Well, me and my friend, rather rebelliously sat down. "Turn off your mind to worship God?"  I mean, seriously?

Lutheran writer Larry Christenson (former director of the International Lutheran Renewal Center in Minneapolis), suggests that the locus of formation has to do with the renewal of the “mind” more than the “heart.” The process of sanctification (becoming more like Jesus) is seen as deliberately putting off the old nature and it’s scripting and putting on the mind of Christ and the behaviours and habits that follow from a new Christ-centred way of thinking. (Ephesians 4:14-32). 

It is as the mind is transformed so that the believer will know the will of God (Romans 12: 1-2). It is in choosing each day to live in the Spirit rather than by the old nature that holiness of Christ is displayed. This tension is often described in the language of spiritual warfare, where the mind of the believer is the battleground, either to be held captive by the enemy or set free in Christ. (E.g. Colossians 2:8, 2 Corinthians10:5).

Harry Blamires (who died recently died aged 101) was an English Anglican theologian, and novelist. He started writing in the late 1940s at the encouragement of his friend and mentor C. S. Lewis, who had been his tutor at Oxford University.

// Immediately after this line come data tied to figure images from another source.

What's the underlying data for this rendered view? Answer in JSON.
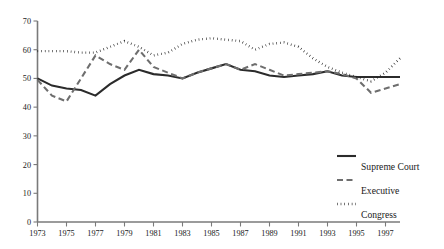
{
  "chart_data": {
    "type": "line",
    "title": "",
    "subtitle": "",
    "xlabel": "",
    "ylabel": "",
    "xlim": [
      1973,
      1998
    ],
    "ylim": [
      0,
      70
    ],
    "y_ticks": [
      0,
      10,
      20,
      30,
      40,
      50,
      60,
      70
    ],
    "x_ticks": [
      1973,
      1975,
      1977,
      1979,
      1981,
      1983,
      1985,
      1987,
      1989,
      1991,
      1993,
      1995,
      1997
    ],
    "x": [
      1973,
      1974,
      1975,
      1976,
      1977,
      1978,
      1979,
      1980,
      1981,
      1982,
      1983,
      1984,
      1985,
      1986,
      1987,
      1988,
      1989,
      1990,
      1991,
      1992,
      1993,
      1994,
      1995,
      1996,
      1997,
      1998
    ],
    "grid": false,
    "legend_position": "right-bottom",
    "series": [
      {
        "name": "Supreme Court",
        "style": "solid",
        "color": "#2b2b2b",
        "values": [
          50,
          47.5,
          46.5,
          46,
          44,
          48,
          51,
          53,
          51.5,
          51,
          50,
          52,
          53.5,
          55,
          53,
          52.5,
          51,
          50.5,
          51,
          51.5,
          52.5,
          51,
          50.5,
          50.5,
          50.5,
          50.5
        ]
      },
      {
        "name": "Executive",
        "style": "dashed",
        "color": "#6e6e6e",
        "values": [
          49.5,
          44,
          42,
          50,
          58,
          55,
          53,
          60,
          54,
          52,
          50,
          52,
          53.5,
          55,
          53,
          55,
          53,
          51,
          51.5,
          52,
          52.5,
          51.5,
          50,
          45,
          46.5,
          48
        ]
      },
      {
        "name": "Congress",
        "style": "dotted",
        "color": "#1a1a1a",
        "values": [
          59.5,
          59.5,
          59.5,
          59,
          59,
          61,
          63,
          61,
          58,
          59,
          62,
          63.5,
          64,
          63.5,
          63,
          60,
          62,
          62.5,
          61,
          57,
          54,
          52,
          50.5,
          49,
          52,
          57
        ]
      }
    ]
  },
  "legend": {
    "items": [
      {
        "label": "Supreme Court",
        "style": "solid",
        "color": "#2b2b2b"
      },
      {
        "label": "Executive",
        "style": "dashed",
        "color": "#6e6e6e"
      },
      {
        "label": "Congress",
        "style": "dotted",
        "color": "#1a1a1a"
      }
    ]
  }
}
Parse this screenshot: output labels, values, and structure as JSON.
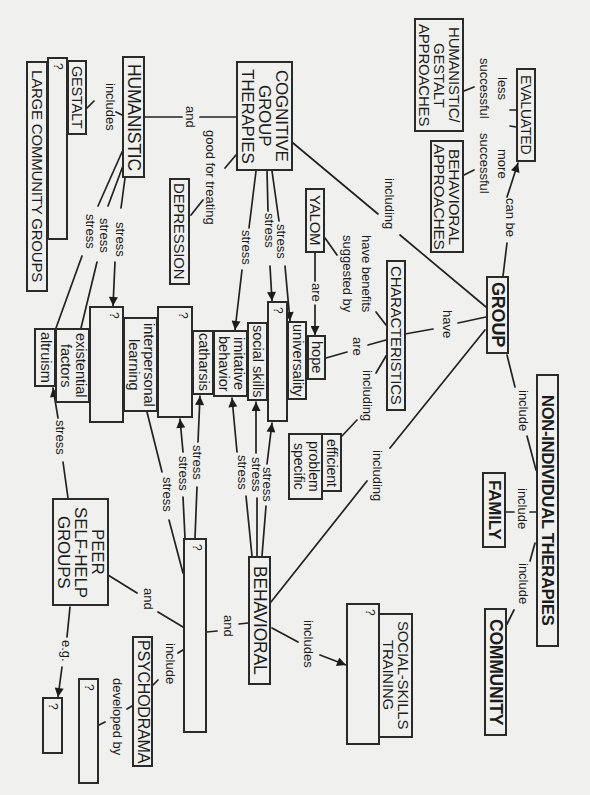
{
  "nodes": {
    "cognitive_group_therapies": "COGNITIVE\nGROUP\nTHERAPIES",
    "humanistic": "HUMANISTIC",
    "gestalt": "GESTALT",
    "unknown_humanistic_type": "?",
    "large_community_groups": "LARGE COMMUNITY GROUPS",
    "depression": "DEPRESSION",
    "humanistic_gestalt_approaches": "HUMANISTIC/\nGESTALT\nAPPROACHES",
    "evaluated": "EVALUATED",
    "behavioral_approaches": "BEHAVIORAL\nAPPROACHES",
    "yalom": "YALOM",
    "characteristics": "CHARACTERISTICS",
    "group": "GROUP",
    "non_individual_therapies": "NON-INDIVIDUAL THERAPIES",
    "family": "FAMILY",
    "community": "COMMUNITY",
    "hope": "hope",
    "universality": "universality",
    "unknown_factor_1": "?",
    "social_skills": "social skills",
    "imitative_behavior": "imitative\nbehavior",
    "catharsis": "catharsis",
    "unknown_factor_2": "?",
    "interpersonal_learning": "interpersonal\nlearning",
    "unknown_factor_3": "?",
    "existential_factors": "existential\nfactors",
    "altruism": "altruism",
    "efficient": "efficient",
    "problem_specific": "problem\nspecific",
    "behavioral": "BEHAVIORAL",
    "unknown_therapy": "?",
    "peer_self_help_groups": "PEER\nSELF-HELP\nGROUPS",
    "psychodrama": "PSYCHODRAMA",
    "unknown_developer": "?",
    "unknown_example": "?",
    "unknown_behavioral_type": "?",
    "social_skills_training": "SOCIAL-SKILLS\nTRAINING"
  },
  "links": {
    "hum_cog_and": "and",
    "cog_depression": "good for treating",
    "hum_includes": "includes",
    "hum_stress_1": "stress",
    "hum_stress_2": "stress",
    "hum_stress_3": "stress",
    "cog_stress_1": "stress",
    "cog_stress_2": "stress",
    "cog_stress_3": "stress",
    "group_including_cog": "including",
    "less_successful": "less\nsuccessful",
    "more_successful": "more\nsuccessful",
    "can_be": "can be",
    "yalom_benefits": "have benefits\nsuggested by",
    "yalom_are": "are",
    "char_are": "are",
    "char_including": "including",
    "group_have": "have",
    "group_include": "include",
    "group_including_beh": "including",
    "nonind_include_family": "include",
    "nonind_include_community": "include",
    "q4_stress_1": "stress",
    "q4_stress_2": "stress",
    "q4_stress_3": "stress",
    "beh_stress_1": "stress",
    "beh_stress_2": "stress",
    "beh_stress_3": "stress",
    "peer_stress": "stress",
    "peer_and": "and",
    "beh_and": "and",
    "q4_include": "include",
    "developed_by": "developed by",
    "eg": "e.g.",
    "beh_includes": "includes"
  },
  "edges": [
    {
      "from": "GROUP",
      "label": "can be",
      "to": "EVALUATED"
    },
    {
      "from": "EVALUATED",
      "label": "less successful",
      "to": "HUMANISTIC/GESTALT APPROACHES"
    },
    {
      "from": "EVALUATED",
      "label": "more successful",
      "to": "BEHAVIORAL APPROACHES"
    },
    {
      "from": "GROUP",
      "label": "including",
      "to": "COGNITIVE GROUP THERAPIES"
    },
    {
      "from": "GROUP",
      "label": "including",
      "to": "BEHAVIORAL"
    },
    {
      "from": "GROUP",
      "label": "have",
      "to": "CHARACTERISTICS"
    },
    {
      "from": "GROUP",
      "label": "include",
      "to": "NON-INDIVIDUAL THERAPIES"
    },
    {
      "from": "NON-INDIVIDUAL THERAPIES",
      "label": "include",
      "to": "FAMILY"
    },
    {
      "from": "NON-INDIVIDUAL THERAPIES",
      "label": "include",
      "to": "COMMUNITY"
    },
    {
      "from": "CHARACTERISTICS",
      "label": "have benefits suggested by",
      "to": "YALOM"
    },
    {
      "from": "YALOM",
      "label": "are",
      "to": "hope"
    },
    {
      "from": "CHARACTERISTICS",
      "label": "are",
      "to": "hope"
    },
    {
      "from": "CHARACTERISTICS",
      "label": "including",
      "to": "efficient / problem specific"
    },
    {
      "from": "COGNITIVE GROUP THERAPIES",
      "label": "and",
      "to": "HUMANISTIC"
    },
    {
      "from": "COGNITIVE GROUP THERAPIES",
      "label": "good for treating",
      "to": "DEPRESSION"
    },
    {
      "from": "COGNITIVE GROUP THERAPIES",
      "label": "stress",
      "to": "imitative behavior"
    },
    {
      "from": "COGNITIVE GROUP THERAPIES",
      "label": "stress",
      "to": "?"
    },
    {
      "from": "COGNITIVE GROUP THERAPIES",
      "label": "stress",
      "to": "universality"
    },
    {
      "from": "HUMANISTIC",
      "label": "includes",
      "to": "GESTALT"
    },
    {
      "from": "HUMANISTIC",
      "label": "stress",
      "to": "?"
    },
    {
      "from": "HUMANISTIC",
      "label": "stress",
      "to": "existential factors"
    },
    {
      "from": "HUMANISTIC",
      "label": "stress",
      "to": "altruism"
    },
    {
      "from": "BEHAVIORAL",
      "label": "stress",
      "to": "imitative behavior"
    },
    {
      "from": "BEHAVIORAL",
      "label": "stress",
      "to": "social skills"
    },
    {
      "from": "BEHAVIORAL",
      "label": "stress",
      "to": "?"
    },
    {
      "from": "BEHAVIORAL",
      "label": "includes",
      "to": "? / SOCIAL-SKILLS TRAINING"
    },
    {
      "from": "BEHAVIORAL",
      "label": "and",
      "to": "?"
    },
    {
      "from": "?",
      "label": "stress",
      "to": "?"
    },
    {
      "from": "?",
      "label": "stress",
      "to": "catharsis"
    },
    {
      "from": "?",
      "label": "stress",
      "to": "interpersonal learning"
    },
    {
      "from": "?",
      "label": "include",
      "to": "PSYCHODRAMA"
    },
    {
      "from": "PSYCHODRAMA",
      "label": "developed by",
      "to": "?"
    },
    {
      "from": "PEER SELF-HELP GROUPS",
      "label": "and",
      "to": "?"
    },
    {
      "from": "PEER SELF-HELP GROUPS",
      "label": "stress",
      "to": "altruism"
    },
    {
      "from": "PEER SELF-HELP GROUPS",
      "label": "e.g.",
      "to": "?"
    }
  ]
}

One of his best known books is “The Christian Mind.” He argues that Christians need to cultivate the mind of Christ if they are to speak meaningfully into our contemporary world.

“…The reason we have nothing to say to the contemporary situation is that we have not been thinking about the contemporary situation. We stopped thinking about these things long ago. We stopped thinking Christianly outside the scope of personal morals and personal spirituality. We got into the habit of stepping out of our Christian garments whenever we stepped mentally into the field of social and political life. Because the subject was social or political, we left all of our well-tried and well-grounded Christian concepts behind us, and adopted the vocabulary of secularism. We put aside all talk of vocation, or God's providence, or man's spiritual destiny, and instead chattered with the rest about productivity, assembly line psychology, and deployment of personnel.” 

We need to develop practices of reading and thinking deeply about our whole world, rather than compartmentalise our life so that ‘faith’ is only relevant on Sundays or privately. We need to develop habits that encourage us to reflect deeply about what we believe and therefore habituate. Critical thinking, theological reflection and an understanding of the thinkers that have shaped our times and culture is important. 

Martin Luther King, Jr.  once said: “The function of education is to teach one to think intensively and to think critically. Intelligence plus character - that is the goal of true education.”

Paul puts it like this:

"Therefore, I urge you, brothers and sisters, in view of God’s mercy, to offer your bodies as a living sacrifice, holy and pleasing to God—this is your true and proper worship. 2 Do not conform to the pattern of this world, but be transformed by the renewing of your mind. Then you will be able to test and approve what God’s will is—his good, pleasing and perfect will." Romans 12:1-2 (NIV)

Spiritual formation has to do with the renewing of our mind. How we think, the attitudes we hold and the ‘lenses’ through which we view the world shape our actions and our behaviour. Are we learning to think deeply, critically and Christianly?

Larry Christenson, "The Renewed Mind: Becoming the Person God Wants You to Be." (Minneapolis: Bethany House, 2001).

Harry Blamires, "The Christian Mind." (1963) London: S.P.C.K.; New York: Seabury Press.